Where to Start with Sonoko Sakai

Sonoko Sakai is a Japanese-American food writer, cooking teacher, and grain activist based in Los Angeles. Born in New York to Japanese parents, she grew up across multiple continents, living in San Francisco, Kamakura, Mexico City, and Tokyo. This multicultural upbringing gave her a unique perspective on Japanese food: she understands it deeply from the inside while also knowing exactly what makes it confusing or intimidating for outsiders.

Sakai is the author of several cookbooks, including Japanese Home Cooking: Simple Meals, Authentic Flavors (2019), Wafu Cooking: Everyday Recipes with Japanese Style (2024), and the earlier Rice Craft. She is known for her patient, detailed teaching style and her commitment to traditional techniques like hand-making soba noodles and preparing dashi from scratch. Beyond cookbooks, she runs workshops, lectures on food culture, and advocates for heritage grains and sustainable farming.

Japanese Home Cooking

Sonoko Sakai · 300 pages · 2019 · Easy

Themes: japanese cuisine, home cooking, dashi, noodles, seasonal ingredients

The essential guide to everyday Japanese cooking, featuring more than 100 recipes that cover the full range of home-style Japanese meals. Sakai starts with the foundations: the pantry, the five core seasonings, proper rice, and dashi. From there, she builds through breakfast, vegetables, grains, meat, fish, noodles, dumplings, savory pancakes, and sweets.

Why Start Here

This is Sakai’s definitive work and the book that established her reputation. It teaches not just recipes but a way of thinking about Japanese meals: the concept of “ichiju sansai” (one soup, three sides), the emphasis on seasonality, and the importance of balance across flavors and textures. The instructions are clear and patient, the photography is beautiful, and the recipes actually work. Whether you want to make a simple bowl of miso soup or hand-rolled soba noodles, this book will guide you through it.

What to Expect

A 300-page hardcover with full-color photography. The pantry section at the beginning is essential reading before you start cooking. You will need some Japanese staples like kombu, katsuobushi, and miso, but Sakai provides thorough guidance on sourcing. Difficulty ranges from very simple (onigiri, miso soup) to more involved (handmade soba noodles, gyoza), so you can start easy and build your skills over time.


_PROBLEM_.
Copy, from the material below, each line where "Others" shows up.

BEGIN TASK MATERIAL

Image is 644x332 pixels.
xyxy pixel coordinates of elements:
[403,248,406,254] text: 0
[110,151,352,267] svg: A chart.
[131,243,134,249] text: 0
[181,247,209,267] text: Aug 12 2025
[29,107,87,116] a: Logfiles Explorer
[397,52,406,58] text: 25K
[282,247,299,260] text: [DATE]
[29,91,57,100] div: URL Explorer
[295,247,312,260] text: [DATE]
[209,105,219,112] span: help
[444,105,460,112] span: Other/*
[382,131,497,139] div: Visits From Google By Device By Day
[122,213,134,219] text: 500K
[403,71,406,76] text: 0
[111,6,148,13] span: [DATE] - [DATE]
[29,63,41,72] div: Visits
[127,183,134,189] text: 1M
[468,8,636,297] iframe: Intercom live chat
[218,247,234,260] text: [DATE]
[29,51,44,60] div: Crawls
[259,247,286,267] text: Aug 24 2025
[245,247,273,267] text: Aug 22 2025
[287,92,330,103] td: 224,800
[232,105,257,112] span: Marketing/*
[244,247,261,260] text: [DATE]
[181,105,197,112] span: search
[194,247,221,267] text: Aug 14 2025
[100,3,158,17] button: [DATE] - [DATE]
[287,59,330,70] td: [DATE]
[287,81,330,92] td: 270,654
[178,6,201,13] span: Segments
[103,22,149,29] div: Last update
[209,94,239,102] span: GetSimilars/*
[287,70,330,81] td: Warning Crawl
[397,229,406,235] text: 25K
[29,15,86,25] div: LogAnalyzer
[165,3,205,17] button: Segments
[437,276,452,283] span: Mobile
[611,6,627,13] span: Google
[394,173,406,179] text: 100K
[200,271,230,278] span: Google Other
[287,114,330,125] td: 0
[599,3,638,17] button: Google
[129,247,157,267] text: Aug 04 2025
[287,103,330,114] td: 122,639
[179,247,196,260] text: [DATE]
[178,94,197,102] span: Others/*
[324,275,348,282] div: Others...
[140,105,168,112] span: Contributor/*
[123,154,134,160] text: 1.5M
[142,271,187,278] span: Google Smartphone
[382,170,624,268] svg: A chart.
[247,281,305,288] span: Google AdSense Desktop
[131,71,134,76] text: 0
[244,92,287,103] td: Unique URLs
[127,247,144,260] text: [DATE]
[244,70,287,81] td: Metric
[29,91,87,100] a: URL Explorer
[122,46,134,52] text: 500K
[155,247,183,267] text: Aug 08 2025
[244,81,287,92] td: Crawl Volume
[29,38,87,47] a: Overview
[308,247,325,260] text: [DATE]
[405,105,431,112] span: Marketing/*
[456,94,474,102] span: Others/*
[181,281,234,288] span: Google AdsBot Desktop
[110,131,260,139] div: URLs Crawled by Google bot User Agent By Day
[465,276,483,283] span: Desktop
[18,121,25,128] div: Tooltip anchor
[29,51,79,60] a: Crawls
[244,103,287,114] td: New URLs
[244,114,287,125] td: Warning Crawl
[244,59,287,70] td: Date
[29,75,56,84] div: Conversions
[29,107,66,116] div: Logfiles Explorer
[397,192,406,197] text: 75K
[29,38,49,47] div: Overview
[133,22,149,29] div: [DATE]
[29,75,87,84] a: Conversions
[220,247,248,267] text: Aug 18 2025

END TASK MATERIAL

_REPLY TO THE EXERCISE_.
[178,94,197,102] span: Others/*
[324,275,348,282] div: Others...
[456,94,474,102] span: Others/*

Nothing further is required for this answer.